|
|
Loading... The Tainted Muse: Prejudice and Presumption in Shakespeare and His Time (edition 2009)| 11 | 1 | 753,257 |
(3.25) | None |
▾LibraryThing recommendations ▾Will you like it?
Loading...
 Sign up for LibraryThing to find out whether you'll like this book. ▾Work-to-work relationships
|
|
| Series (with order) |
|
| Canonical title |
|
| Original title |
|
| Alternative titles |
|
| Original publication date |
|
| People/Characters |
|
| Important places |
|
| Important events |
|
| Related movies |
|
| Awards and honors |
|
| Epigraph |
|
| Dedication |
|
| First words |
|
| Quotations |
|
| Last words |
|
| Disambiguation notice |
|
| Publisher's editors |
|
| Blurbers |
|
| Publisher series |
|
▾References References to this work on external resources. Wikipedia in English
None ▾LibraryThing members' description ▾Book descriptions Amazon.com Product Description (ISBN 0300115768, Hardcover)
This book is a masterful and engaging exploration of both Shakespeare's works and his age. Concentrating on six recurring prejudices in Shakespeare’s playssuch as misogyny, elitism, distrust of effeminacy, and racismRobert Brustein examines how Shakespeare and his contemporaries treated them. More than simply a thematic study, the book reveals a playwright constantly exploiting and exploring his own personal stances. These prejudices, Brustein finds, are not unchanging; over time they vary in intensity and treatment. Shakespeare is an artist who invariably reflects the predilections of his age and yet almost always manages to transcend them. Brustein considers the whole of Shakespeare's plays, from the early histories to the later romances, though he gives special attention to Hamlet, King Lear, Othello, and The Tempest. Drawing comparisons to plays by Marlowe, Middleton, and Marston, Brustein investigates how Shakespeare’s contemporaries were preoccupied with similar themes and how these different artists treated the current prejudices in their own ways. Rather than confining Shakespeare to his age, this book has the wonderful quality of illuminating both what he shared with his time and what is unique about his approach.
(retrieved from Amazon Sun, 10 Feb 2013 15:22:13 -0500) ▾Library descriptions No library descriptions found.
|
Google Books — Loading...Popular covers
|
Brustein notes at the outset that he "fully realize[s] the dangers of such an endeavor," recognizing A.D. Nuttall's frank conclusion in Shakespeare the Thinker that "we do not know what he [Shakespeare] thought, finally, about anything." But, he says, this doesn't stop us from speculating. It certainly doesn't in his case, as Brustein goes on to attempt to "draw a psychic biography of the man, examining how the obsessions of his characters and himself may have changed over the course of his career" (p. 9).
Through his six chapters, Brustein offers up examples which he suggests portray Shakespeare's personal feelings: toward faithless women, cowardly courtiers, manly soldier-types, the dangers of democracy and mob rule, racial minorities, and religious opinions. What he does not do (with the exception of alluding to Shakespeare's strained relations with his wife, and to Greenblatt's suggestion that Shakespeare's father might have been a Catholic) is connect these examples from Shakespeare's works with the biographical experiences which supposedly informed or shaped them. This is hardly surprising, since we don't know enough details about Shakespeare's life to make these connections. Tracking the changes in the author's views over the course of his career is interesting, but to prove his point, Brustein needs more confirmation than the historical record can provide. To his credit, he doesn't go further than the evidence warrants.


TASK>
Pick out each line in these entries that contains the string "upward".

#### RECORDS FOR THE EXERCISE

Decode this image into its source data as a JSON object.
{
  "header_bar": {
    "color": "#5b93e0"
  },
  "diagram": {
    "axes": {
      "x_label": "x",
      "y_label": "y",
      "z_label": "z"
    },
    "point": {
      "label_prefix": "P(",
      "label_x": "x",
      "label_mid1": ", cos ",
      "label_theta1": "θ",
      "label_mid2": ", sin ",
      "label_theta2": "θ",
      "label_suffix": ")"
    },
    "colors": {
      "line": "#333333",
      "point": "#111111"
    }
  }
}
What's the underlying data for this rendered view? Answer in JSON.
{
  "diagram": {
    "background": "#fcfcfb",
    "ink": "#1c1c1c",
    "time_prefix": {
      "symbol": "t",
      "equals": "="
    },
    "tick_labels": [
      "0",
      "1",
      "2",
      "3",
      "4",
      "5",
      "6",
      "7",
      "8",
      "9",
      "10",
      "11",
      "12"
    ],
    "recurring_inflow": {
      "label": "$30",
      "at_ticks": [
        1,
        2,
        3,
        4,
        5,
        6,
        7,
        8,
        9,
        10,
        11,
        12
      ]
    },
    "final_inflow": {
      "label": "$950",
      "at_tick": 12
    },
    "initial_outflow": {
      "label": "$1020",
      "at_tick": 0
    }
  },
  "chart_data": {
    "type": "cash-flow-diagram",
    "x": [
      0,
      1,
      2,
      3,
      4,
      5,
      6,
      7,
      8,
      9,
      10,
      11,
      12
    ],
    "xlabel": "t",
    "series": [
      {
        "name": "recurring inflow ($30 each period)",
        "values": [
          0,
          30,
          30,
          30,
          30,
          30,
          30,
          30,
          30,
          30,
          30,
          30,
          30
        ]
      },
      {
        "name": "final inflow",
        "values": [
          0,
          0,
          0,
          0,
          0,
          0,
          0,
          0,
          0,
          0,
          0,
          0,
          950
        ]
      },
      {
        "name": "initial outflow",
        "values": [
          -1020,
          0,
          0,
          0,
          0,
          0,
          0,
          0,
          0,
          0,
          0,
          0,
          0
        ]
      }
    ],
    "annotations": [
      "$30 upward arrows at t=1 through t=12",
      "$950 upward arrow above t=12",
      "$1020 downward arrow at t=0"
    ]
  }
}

########

RESPONSE TO THE TASK>
      "$30 upward arrows at t=1 through t=12",
      "$950 upward arrow above t=12",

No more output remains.